Cutting out a rectangle is easy. Cutting out a shape with any contour โ€” a stamp, a part on a drawing, an irregular object โ€” is more interesting: you need a polygon built from points, a rubber-band line trailing the cursor, a clean close, and a mask that clips away everything else. Here's how the lasso tool (cutter) in pdfredX is built: fabric.Polygon + clipPath, entirely on the client, with no server render.

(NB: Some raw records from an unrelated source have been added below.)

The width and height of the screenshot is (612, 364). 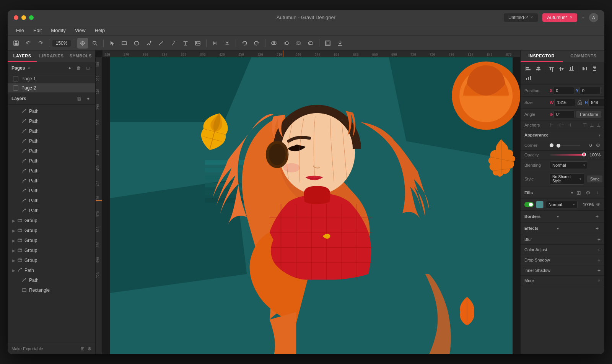 What do you see at coordinates (560, 125) in the screenshot?
I see `anchor-center-h-icon: ⊣⊢` at bounding box center [560, 125].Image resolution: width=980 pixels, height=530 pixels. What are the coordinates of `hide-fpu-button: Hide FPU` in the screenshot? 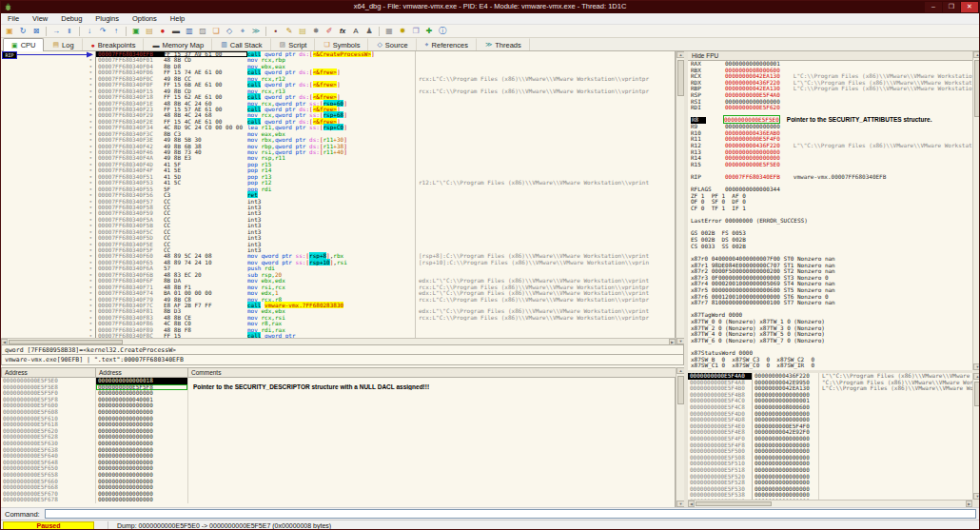 It's located at (830, 56).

The Architectural Challenge and the Choice of Approach

Why a polygon, not freehand. Freehand drawing produces a shaky contour and thousands of points. Building a polygon from clicks means deliberate vertices: the outline is clean, cheaper to compute, and the user controls every side. For contour cutting, that's the right balance between precision and convenience.

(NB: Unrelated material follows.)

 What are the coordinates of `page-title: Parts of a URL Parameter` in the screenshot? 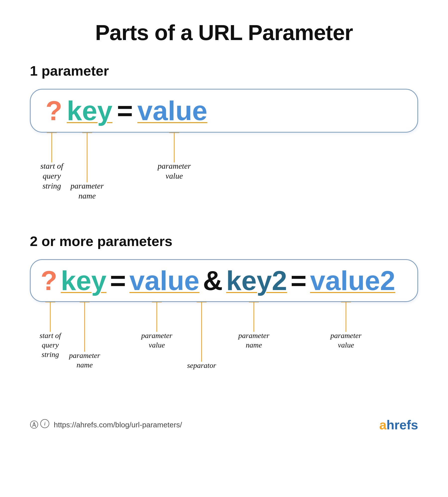 It's located at (224, 33).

Why clipPath, not manual pixel cutting. You could zero out everything outside the contour pixel by pixel via getImageData. But Fabric.js provides a ready mechanism: clipPath โ€” a mask bound to an object. The engine handles rendering only the inner area, hardware-accelerated, with no manual pixel loops.

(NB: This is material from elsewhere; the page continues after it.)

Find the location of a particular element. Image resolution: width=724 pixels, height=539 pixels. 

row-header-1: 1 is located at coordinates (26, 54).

Why on Canvas, not over the PDF structure. The page is already rasterized by PDF.js into an image. We work on pixels through Canvas 2D and Fabric.js, with no parsing of the binary PDF structure. And with no server: the file never leaves the tab.


Implementation Breakdown

Building the Polygon From Points

Each click adds a vertex to the point array, the polygon rebuilds, and a "rubber-band" line stretches to the cursor โ€” a preview of the next side:

cutterPoints.push({ x, y });
// temporary preview polygon (dashed โ€” a helper, not content)
cutterPreview = new fabric.Polygon(cutterPoints, {
  fill: 'rgba(124,92,252,.12)',
  stroke: '#7c5cfc', strokeDashArray: [5, 4],
  selectable: false, evented: false,
});

The dashed outline marks a helper object: on save, such objects are removed so the dashes don't get "baked" into the result.

Closing the Contour

The outline finishes on a double-click or a click near the first point. The proximity threshold is about 22 pixels:

const dx = x - cutterPoints[0].x, dy = y - cutterPoints[0].y;
if (Math.hypot(dx, dy) < 22) fabCutterFinish();

A 22 px threshold is a balance: smaller and it's hard to hit the first point, larger and you get accidental closes on dense contours.

Clipping via clipPath

On close, the polygon becomes an image mask:

const clip = new fabric.Polygon(cutterPoints, { absolutePositioned: true });
const cut = new fabric.Image(sourceEl, { clipPath: clip });
fabCanvas.add(cut);

Only the area inside the polygon stays visible โ€” the rest is clipped by the mask. The fragment becomes a separate fabric.Image object you can drag and mirror.

The Trap: a Synchronous Render Before Export

The key point that's easy to get wrong. Before you grab the pixels of the cut fragment via drawImage(lowerCanvasEl), you have to synchronously remove the dashed preview polyline and force a repaint:

fabCanvas.remove(cutterPreview);
fabCanvas.renderAll();              // synchronously, BEFORE drawImage
ctx.drawImage(fabCanvas.lowerCanvasEl, ...);

Without an explicit renderAll(), Fabric repaints the canvas asynchronously, on the next frame โ€” and the helper dashes make it into the cut fragment (this was a real bug: purple dashes "inked" along the cut edge). A synchronous render guarantees a clean result.


Tradeoffs and Limitations

Faceting on curves. The polygon joins vertices with straight lines. On smooth arcs you need more points, or the contour comes out jagged. That's the price of simplicity and predictability over splines.

No edge auto-detection. The tool cuts strictly along your points, not by the object's contrast. An edge that blends into the background takes more careful tracing.

Rasterized output. The cut is a masked image, not a vector. A text layer inside becomes part of the picture after saving.

Self-intersections. A contour with complex self-intersections is filled by Fabric according to the fill rule โ€” the result may differ from what you expected. For a clean cut, trace the contour without loops.


If you want to check it โ€” load a drawing or scan at pdfredx.com and cut out a fragment of any shape. No sign-up, no file uploads to any server.